New Musical '210 Amlent Avenue' Brings Hamptons Drama Alive
The New York Musical Theatre Festival, an annual Manhattan event that fosters development of new theatrical work by emerging artists, gets closer to the East End this year with Karl Hinze and Becky Leigh Goldberg’s Hamptons-set 210 Amlent Avenue.
Hinze, a composer and PhD candidate at Stony Brook University and Goldberg, a teacher at both Stony Brook University and Suffolk Community College, have written a dark musical drama about family secrets, ambition and loss set against the backdrop of a Hamptons Fourth of July weekend. Dan’s Papers spoke with Hinze and Goldberg about the play, their East End connections and more.
Where did the idea for “210 Amlent Avenue” come from?
Hinze: I can’t answer this question fully without giving away the end of the play, but suffice to say, about six years ago I had an image in my head of a huge vacation house, and a certain event that would change the lives of everybody inside. I started slowly spiraling out from there, constructing over several years and the particular cast of characters that would inhabit this house and collide in all these interesting, funny, and challenging ways.

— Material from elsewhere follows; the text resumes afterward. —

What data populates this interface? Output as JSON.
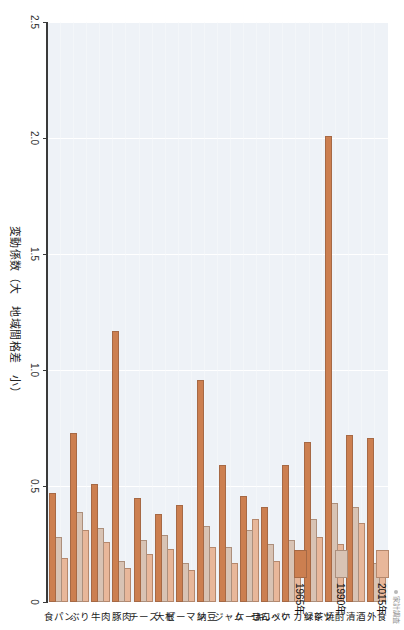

Goldberg: Karl pitched the idea to me in 2011, it was his baby, and he let me come in and help raise it.
Why the Hamptons?
Hinze: I have been fascinated by vacation locales, and what it would be like to live in one year-round as tourists come in and out. The Hamptons struck me as the perfect place for a story about the intersection of city dwellers and those outside of that hustle-and-bustle. I fell in love with the qualities that everyone talks about: the chance to escape the city, the beauty of the water and the light, and the opportunity to see New York people “differently.”
Goldberg: It’s one of those places that you can just get away. And there’s something exciting about writing a piece in which the place where people go to distract themselves from reality is the place where the characters all have to come to terms with the consequences of their decisions. There’s this moment at the end of the play, where the main character looks out at the sunset, and there’s something peaceful and freeing about that.
What are your connections to Long Island, and more specifically, the East End?
Hinze: I spent four years as a graduate student in music composition at Stony Brook University. Especially as a native Midwesterner, it was thrilling to be able to finish teaching my class, hop into the car and end up at a beautiful vineyard
for a wine tasting that afternoon.
Goldberg: I was raised on Long Island, and was a graduate of Ward Melville High School. As a child, I spent summers driving out to the East End beaches, and as an adult I love the beach, state parks, berry picking, and, of course, wine!
How much of a “character” does the Hamptons play in the story?
Hinze: A big one, I think! Ultimately ours is a story about family and how we rectify our pasts with the present, but everyone in the story has a particular relationship with the Hamptons. For some, it’s a luxurious escape, for others, a suburban trap; some people know it as their workplace, and others as just “home.” We reveal a lot about our characters by how they respond to the idea—and the realities—of the Hamptons.
Have you been to the Hamptons often, and if so, any favorite places?
Hinze: I have always loved getting to the East End of Long Island, but—you’re giving away my big secret, here—I have never actually been to the Hamptons proper.
Goldberg: I was there just last week with my husband. I love looking at the big beautiful houses, walking around Amagansett, and the beach in Wainscott. My husband and I just went there to find the house from Eternal Sunshine of the Spotless Mind.
210 Amlent Avenue will have a developmental reading on Saturday, July 19, at 1:30 p.m. at the Studio Theatre, 410 West 42nd Street, New York. For tickets and more information, go to 210amlentavenue.com.